Copyright dailystar

Boffins have revealed the emergency plan for the doomsday scenario of the internet breaking is to head down to the pub. Experts are increasingly fretting over the nightmare situation and fear extreme weather or hackers could soon spark a global tech meltdown. It would bring the world’s infrastructure to a sudden stop as hospitals, banking, transport and business grind to a halt. Tech egghead Steven Murdoch, a professor of computer science at University College London, said it is unclear if the web could ever be rebooted once it went bust. He said: “No one has turned off the internet after it’s been turned on. No one is really sure how it could be turned on again.” The last he heard, the plan to get it fired up again involved a select few who may hold the intel meeting in a boozer outside London to decide what to do. He said of the basic plan: “I don’t know if this is still the case. It was quite a few years ago and I was never told which pub it was.” Experts say the idea is not as bonkers as it sounds and normal folk should also have a strategy in case we are suddenly plunged into a communications crisis. It includes setting a meeting place for relatives, printing out important documents and maps, stockpiling food and having a radio to receive updates. Some believe that an attack on undersea cables by rogue leader like Mad Vlad Putin pose the biggest threat to our world wide web but they frequently break down. Infrastructure expert Doug Madory said: “You’d really have to take out a bunch to affect communication. I think the submarine cable industry would tell you: dude, we do this all the time.” It is more likely that an internet Armageddon would be caused by data centres owned by Google, Amazon and Microsoft being hit. They control around two thirds of the world’s cloud-based services which would spark total mayhem across the globe. Alternatively hackers could target a major DNS service which are effectively the internet’s phonebooks. The firm Verisign handles every online site that ends with “.com”, or “.net”, meaning an attack would cause millions of websites to crash instantly. It comes after one group of Massachusetts cyberpunks told Congress in 1998 of a weakness which “could take down the internet in 30 minutes”.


### WHAT YOU WILL DO
From the entries that follow, report every line in which "icon" occurs.

━━━━━━━━━━━━━━━━━━━━

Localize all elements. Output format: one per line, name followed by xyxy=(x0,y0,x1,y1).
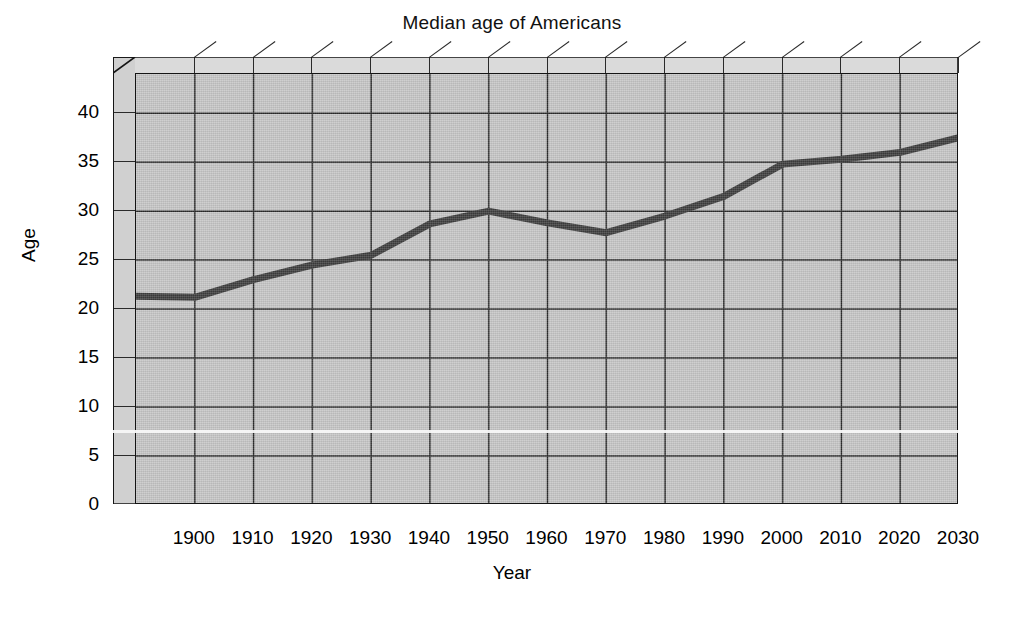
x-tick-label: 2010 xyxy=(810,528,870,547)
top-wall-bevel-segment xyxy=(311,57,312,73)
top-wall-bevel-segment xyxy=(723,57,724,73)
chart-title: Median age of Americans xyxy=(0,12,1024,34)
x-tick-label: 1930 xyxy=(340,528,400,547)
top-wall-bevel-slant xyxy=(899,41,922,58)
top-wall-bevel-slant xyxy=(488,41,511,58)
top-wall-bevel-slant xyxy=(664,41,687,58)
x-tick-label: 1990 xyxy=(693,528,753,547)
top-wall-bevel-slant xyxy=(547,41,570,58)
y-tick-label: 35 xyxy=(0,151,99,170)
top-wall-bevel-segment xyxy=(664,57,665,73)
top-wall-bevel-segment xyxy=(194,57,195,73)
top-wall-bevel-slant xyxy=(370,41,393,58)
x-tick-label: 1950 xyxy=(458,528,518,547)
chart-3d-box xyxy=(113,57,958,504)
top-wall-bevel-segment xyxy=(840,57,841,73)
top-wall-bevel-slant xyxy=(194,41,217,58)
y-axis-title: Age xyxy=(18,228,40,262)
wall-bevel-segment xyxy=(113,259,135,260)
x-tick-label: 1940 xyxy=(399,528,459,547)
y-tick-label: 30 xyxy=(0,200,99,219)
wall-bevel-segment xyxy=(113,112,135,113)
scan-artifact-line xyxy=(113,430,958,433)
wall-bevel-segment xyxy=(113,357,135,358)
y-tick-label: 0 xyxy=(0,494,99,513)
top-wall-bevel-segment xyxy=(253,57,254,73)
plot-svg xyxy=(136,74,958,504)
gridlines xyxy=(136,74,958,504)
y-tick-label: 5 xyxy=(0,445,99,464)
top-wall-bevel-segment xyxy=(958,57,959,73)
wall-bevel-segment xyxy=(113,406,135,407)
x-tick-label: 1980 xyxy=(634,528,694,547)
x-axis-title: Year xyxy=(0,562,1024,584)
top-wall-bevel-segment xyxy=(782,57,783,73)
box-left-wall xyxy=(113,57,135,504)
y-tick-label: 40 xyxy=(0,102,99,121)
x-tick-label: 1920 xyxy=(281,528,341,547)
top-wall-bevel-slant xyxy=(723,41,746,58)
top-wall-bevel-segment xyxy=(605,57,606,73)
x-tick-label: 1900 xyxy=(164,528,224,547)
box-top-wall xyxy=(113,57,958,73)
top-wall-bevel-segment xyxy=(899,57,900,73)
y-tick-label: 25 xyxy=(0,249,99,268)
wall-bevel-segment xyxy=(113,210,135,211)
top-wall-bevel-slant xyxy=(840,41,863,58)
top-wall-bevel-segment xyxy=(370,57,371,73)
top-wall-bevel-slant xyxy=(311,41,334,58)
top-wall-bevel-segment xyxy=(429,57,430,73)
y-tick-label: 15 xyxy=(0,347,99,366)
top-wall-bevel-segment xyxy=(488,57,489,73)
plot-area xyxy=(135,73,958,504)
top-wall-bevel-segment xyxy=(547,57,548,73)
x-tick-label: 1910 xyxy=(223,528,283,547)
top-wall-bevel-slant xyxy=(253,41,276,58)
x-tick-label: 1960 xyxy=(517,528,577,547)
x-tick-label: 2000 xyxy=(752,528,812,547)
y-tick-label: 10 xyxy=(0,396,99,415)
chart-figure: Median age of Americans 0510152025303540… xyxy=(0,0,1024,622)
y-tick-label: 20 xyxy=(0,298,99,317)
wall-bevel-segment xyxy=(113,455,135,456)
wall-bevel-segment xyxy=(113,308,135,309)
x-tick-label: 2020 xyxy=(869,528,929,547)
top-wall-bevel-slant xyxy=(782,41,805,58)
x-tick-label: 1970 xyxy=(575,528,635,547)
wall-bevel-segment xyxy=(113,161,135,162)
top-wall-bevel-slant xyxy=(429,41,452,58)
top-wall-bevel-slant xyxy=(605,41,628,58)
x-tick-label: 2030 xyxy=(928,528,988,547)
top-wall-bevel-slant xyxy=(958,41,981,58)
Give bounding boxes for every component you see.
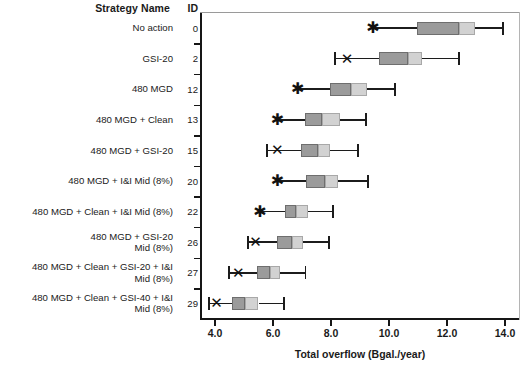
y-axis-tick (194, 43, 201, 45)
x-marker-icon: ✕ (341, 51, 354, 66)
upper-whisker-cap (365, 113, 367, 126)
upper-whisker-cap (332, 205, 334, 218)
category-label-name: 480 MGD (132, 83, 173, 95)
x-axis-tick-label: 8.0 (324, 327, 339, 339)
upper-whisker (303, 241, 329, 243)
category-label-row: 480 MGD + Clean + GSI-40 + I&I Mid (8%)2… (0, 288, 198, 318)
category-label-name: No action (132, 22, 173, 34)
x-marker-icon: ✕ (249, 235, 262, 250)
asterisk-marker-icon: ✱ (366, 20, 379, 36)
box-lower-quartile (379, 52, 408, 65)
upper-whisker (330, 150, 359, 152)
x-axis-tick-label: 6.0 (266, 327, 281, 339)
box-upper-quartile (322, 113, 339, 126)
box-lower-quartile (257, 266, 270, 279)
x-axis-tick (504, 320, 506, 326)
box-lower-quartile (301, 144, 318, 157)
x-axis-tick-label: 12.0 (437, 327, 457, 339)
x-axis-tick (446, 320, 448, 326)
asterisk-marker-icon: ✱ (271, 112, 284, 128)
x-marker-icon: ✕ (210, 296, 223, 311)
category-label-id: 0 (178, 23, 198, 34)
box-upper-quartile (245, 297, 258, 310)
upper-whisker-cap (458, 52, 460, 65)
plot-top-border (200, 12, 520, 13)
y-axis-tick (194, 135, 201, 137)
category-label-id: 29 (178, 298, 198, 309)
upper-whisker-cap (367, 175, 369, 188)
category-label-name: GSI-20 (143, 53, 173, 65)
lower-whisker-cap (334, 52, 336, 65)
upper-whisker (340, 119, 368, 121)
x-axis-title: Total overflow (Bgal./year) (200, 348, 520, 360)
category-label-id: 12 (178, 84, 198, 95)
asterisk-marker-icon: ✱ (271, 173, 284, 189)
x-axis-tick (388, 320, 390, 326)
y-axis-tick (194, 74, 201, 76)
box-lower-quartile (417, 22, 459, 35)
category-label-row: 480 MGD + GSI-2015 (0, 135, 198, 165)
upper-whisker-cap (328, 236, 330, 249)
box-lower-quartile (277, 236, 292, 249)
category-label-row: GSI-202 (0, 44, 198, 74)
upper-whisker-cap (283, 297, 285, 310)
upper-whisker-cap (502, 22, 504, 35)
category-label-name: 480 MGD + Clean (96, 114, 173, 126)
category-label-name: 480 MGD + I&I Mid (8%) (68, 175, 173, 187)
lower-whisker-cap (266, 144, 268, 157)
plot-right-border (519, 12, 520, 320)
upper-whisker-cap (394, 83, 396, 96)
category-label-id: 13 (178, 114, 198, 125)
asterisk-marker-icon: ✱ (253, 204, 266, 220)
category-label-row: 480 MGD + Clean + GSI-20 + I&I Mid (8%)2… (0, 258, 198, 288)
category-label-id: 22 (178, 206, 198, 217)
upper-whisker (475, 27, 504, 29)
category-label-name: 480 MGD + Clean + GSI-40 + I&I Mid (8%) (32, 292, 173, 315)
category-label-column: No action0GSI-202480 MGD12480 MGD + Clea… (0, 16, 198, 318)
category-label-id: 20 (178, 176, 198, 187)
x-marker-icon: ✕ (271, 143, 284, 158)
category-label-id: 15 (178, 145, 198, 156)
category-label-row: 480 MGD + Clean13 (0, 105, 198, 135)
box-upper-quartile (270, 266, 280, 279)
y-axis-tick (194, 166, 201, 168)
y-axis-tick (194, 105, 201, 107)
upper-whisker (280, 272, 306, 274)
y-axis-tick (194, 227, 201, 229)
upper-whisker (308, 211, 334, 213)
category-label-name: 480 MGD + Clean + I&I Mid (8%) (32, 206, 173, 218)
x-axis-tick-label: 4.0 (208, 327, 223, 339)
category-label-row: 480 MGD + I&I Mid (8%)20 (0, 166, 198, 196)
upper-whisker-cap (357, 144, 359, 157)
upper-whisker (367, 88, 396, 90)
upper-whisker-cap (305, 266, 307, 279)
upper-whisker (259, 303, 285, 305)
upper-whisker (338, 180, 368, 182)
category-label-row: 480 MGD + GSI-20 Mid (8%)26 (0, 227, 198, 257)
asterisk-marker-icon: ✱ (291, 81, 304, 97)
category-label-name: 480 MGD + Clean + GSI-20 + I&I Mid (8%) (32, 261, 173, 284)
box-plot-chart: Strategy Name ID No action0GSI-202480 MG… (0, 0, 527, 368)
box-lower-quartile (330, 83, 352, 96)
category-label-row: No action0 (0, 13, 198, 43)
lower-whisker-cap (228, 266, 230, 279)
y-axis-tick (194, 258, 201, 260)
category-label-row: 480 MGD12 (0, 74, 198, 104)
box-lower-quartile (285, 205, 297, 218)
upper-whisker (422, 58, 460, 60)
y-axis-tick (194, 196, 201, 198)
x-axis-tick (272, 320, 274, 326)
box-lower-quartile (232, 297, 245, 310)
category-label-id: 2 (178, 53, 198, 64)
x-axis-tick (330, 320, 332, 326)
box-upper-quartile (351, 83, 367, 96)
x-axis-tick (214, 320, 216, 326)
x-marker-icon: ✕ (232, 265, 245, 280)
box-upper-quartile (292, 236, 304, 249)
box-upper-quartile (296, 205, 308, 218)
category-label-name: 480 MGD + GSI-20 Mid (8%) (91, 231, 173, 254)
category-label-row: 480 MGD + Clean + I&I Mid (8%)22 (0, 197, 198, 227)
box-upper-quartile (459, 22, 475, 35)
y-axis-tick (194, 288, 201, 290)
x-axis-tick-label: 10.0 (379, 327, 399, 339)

━━━━━━━━━━━━━━━━━━━━

### SOLUTION FOR THIS TASK
x-marker-icon: ✕ (341, 51, 354, 66)
x-marker-icon: ✕ (249, 235, 262, 250)
asterisk-marker-icon: ✱ (366, 20, 379, 36)
asterisk-marker-icon: ✱ (271, 112, 284, 128)
x-marker-icon: ✕ (210, 296, 223, 311)
asterisk-marker-icon: ✱ (271, 173, 284, 189)
asterisk-marker-icon: ✱ (253, 204, 266, 220)
x-marker-icon: ✕ (271, 143, 284, 158)
asterisk-marker-icon: ✱ (291, 81, 304, 97)
x-marker-icon: ✕ (232, 265, 245, 280)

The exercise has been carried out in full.